These weren’t trivial offenses: She lied about her hours, claiming she left work after an eight-hour day to pick up her daughter from school, when a MetroCard records review showed she often left early — sometimes after as little as three hours of work.

She also used her work-only MetroCard for personal trips and didn’t disclose that her spouse worked for an agency contractor.

And, the inspector general reports, Abaquin denied any wrongdoing until investigators confronted her with the evidence. No wonder the MTA can’t rein in overtime abuses by workers: Its managers are cheating, too.

And getting away with it: Abaquin earned only a two-week suspension without pay plus a “fine” of $1,848 to compensate for her abuse of her agency transit pass. With that, she was back to enforcing ethics rules.

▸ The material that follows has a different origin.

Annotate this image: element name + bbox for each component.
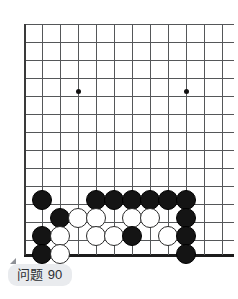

Nor was she the only errant employee to get soft treatment.

Last year, the IG found that a MTA computer specialist busted in 2013 for a dual-employment violation was back to operating his personal business during work hours and using MTA resources.

And even after getting caught a second time, he merely got hit with a a 30-day suspension plus a “final warning.” For his admitted violation of the Public Officers Law, the state Joint Commission on Public Ethics recommended against added financial penalties because he’d lost $6,500 in pay during his suspension.

Pokorny’s annual report highlights over a dozen investigations involving similar outrages. The number of complaints her office received more than doubled, from 683 in 2018 to 1,375 last year. In 2019, that led to 232 investigations and inquiries, 108 closed investigations, with 173 probes still open.

But all the IG’s work won’t mean much unless MTA leaders start imposing serious penalties for such flagrant abuses.